Profile:Deirdre Visser Arts Curator
By CIIS staff
“CIIS is in a moment of wanting to expand the role of the arts both within the Institute and as a vehicle to reach out to the larger community.”

Deirdre Visser in front of installation by artist Annie Vought
"I like to think of curating as facilitating," explains the new arts curator, Deirdre Visser. "I facilitate conversations, literally and figuratively. I also see my work as imagining and realizing collaborations between CIIS and artists and organizations in the community."
Visser comes to CIIS after a career of teaching photography, digital media, and art history at Mills College and California College of the Arts.

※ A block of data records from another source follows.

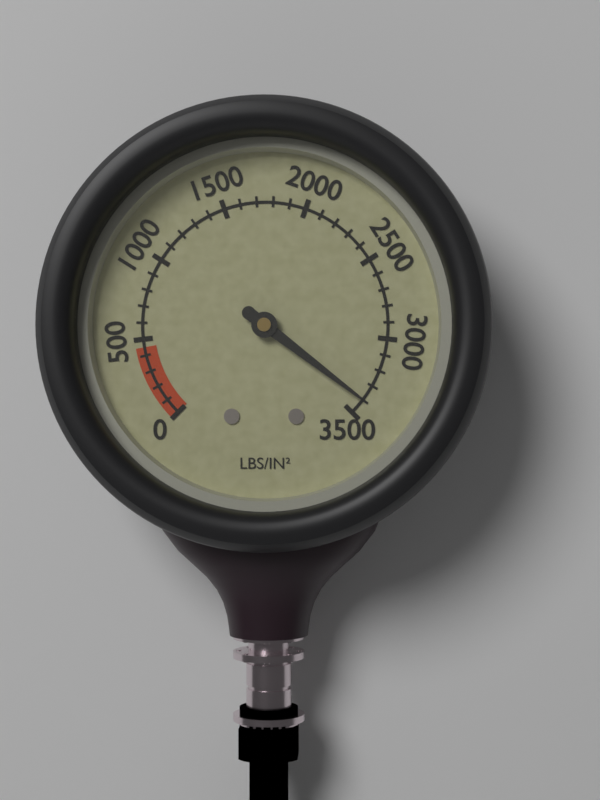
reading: 3400 psi
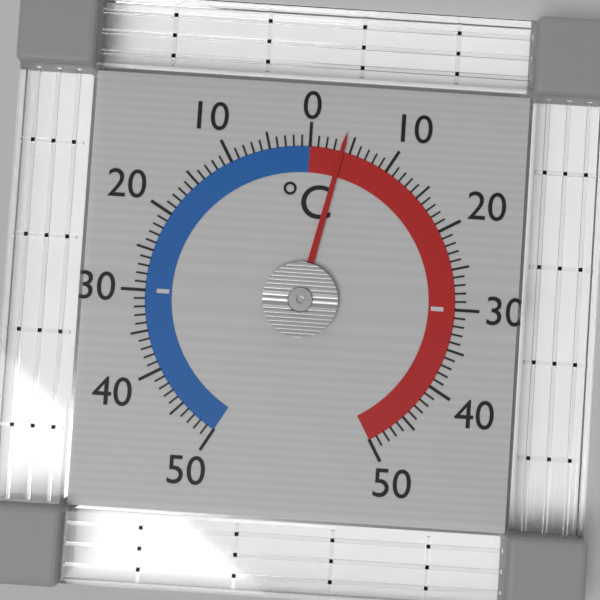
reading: 4 °C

The first exhibition she curated at CIIS, "Between the Lines," by local artist Annie Vought, drew close to 100 participants to the opening, and transformed the Institute's Minna Center into an installation where cut-out and handwritten words brought the artist's emotions and thoughts into sharp focus.

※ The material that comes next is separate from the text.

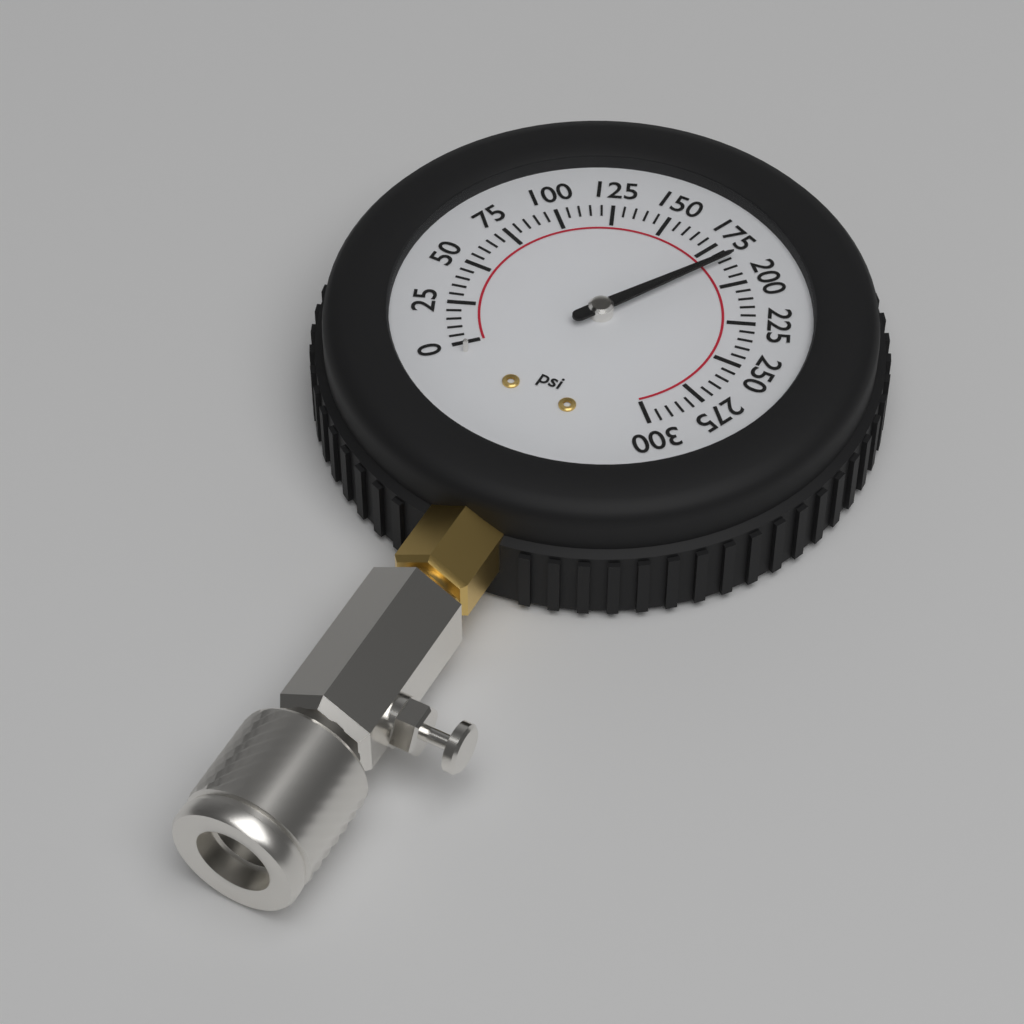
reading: 185 psi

"CIIS is in a moment of wanting to expand the role of the arts both within the Institute and as a vehicle to reach out to the larger community," says Visser.

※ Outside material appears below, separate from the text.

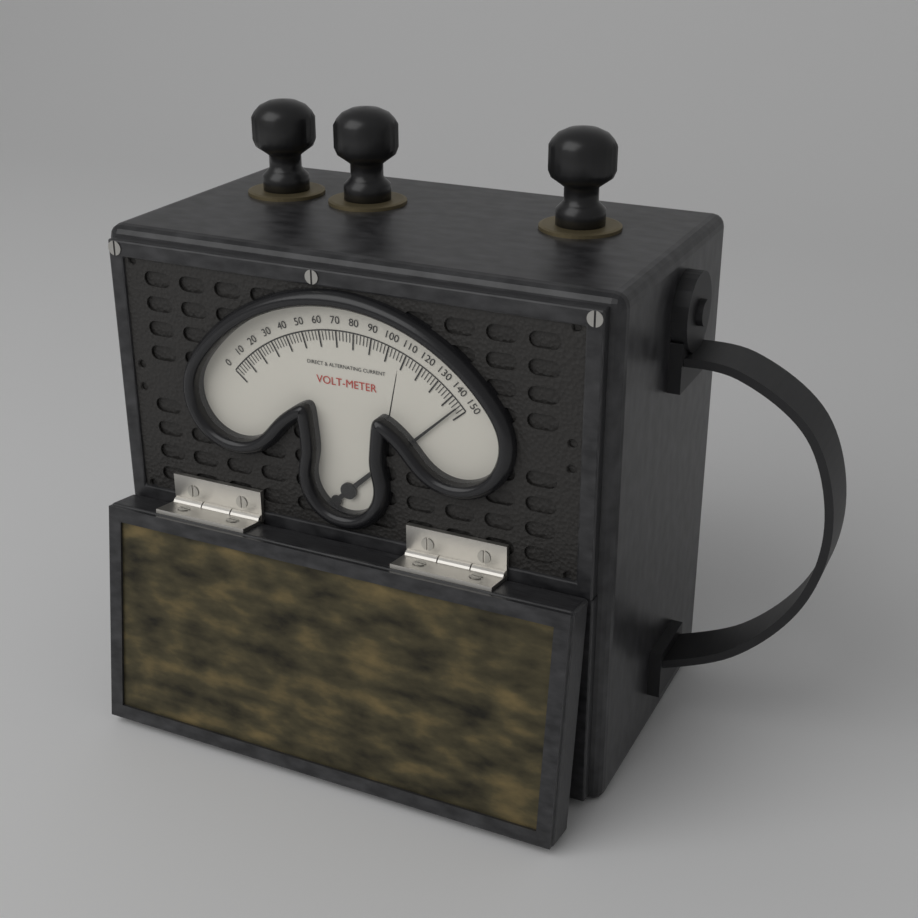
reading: 146 V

Her vision for the arts program at CIIS is wide. "We're trying to develop the capacity to bring emerging artists here from around the country," she says.
But she's also centered on the local arena. Visser is working with neighborhood organizations and with community groups to pool resources to increase the audience for the arts South of Market in San Francisco. One upcoming project will include a collaboration with Counterpulse, a theater located just one block from the CIIS Main Building.
Visser hopes to build local ties through an upcoming project in development with renowned artist Pato Hebert. The planned collaboration involves the artist working with the Wellness Centers in three San Francisco high schools. The art produced will be displayed both at the schools and at the Institute, and possibly in public venues as well.
Another initiative she's working on is creating stronger ties between the student body and the arts exhibition program. "I'm very aware of the community function of art," she says. "Peggy Schadler of 1000 Faces theater company in Virginia recently came here to give a mask-making workshop. As I was hanging the masks from the class in the hallway, people were already bringing friends over to see what they had created."
One change Visser has made is to rename the arts program from its former title of Spirit in the Arts.
"The new name is The Arts at CIIS," she says. "‘Spirit' is still very much part of the discussion, but now the name gives us more room to take in the full range of expression, in keeping with the Institute's ideals."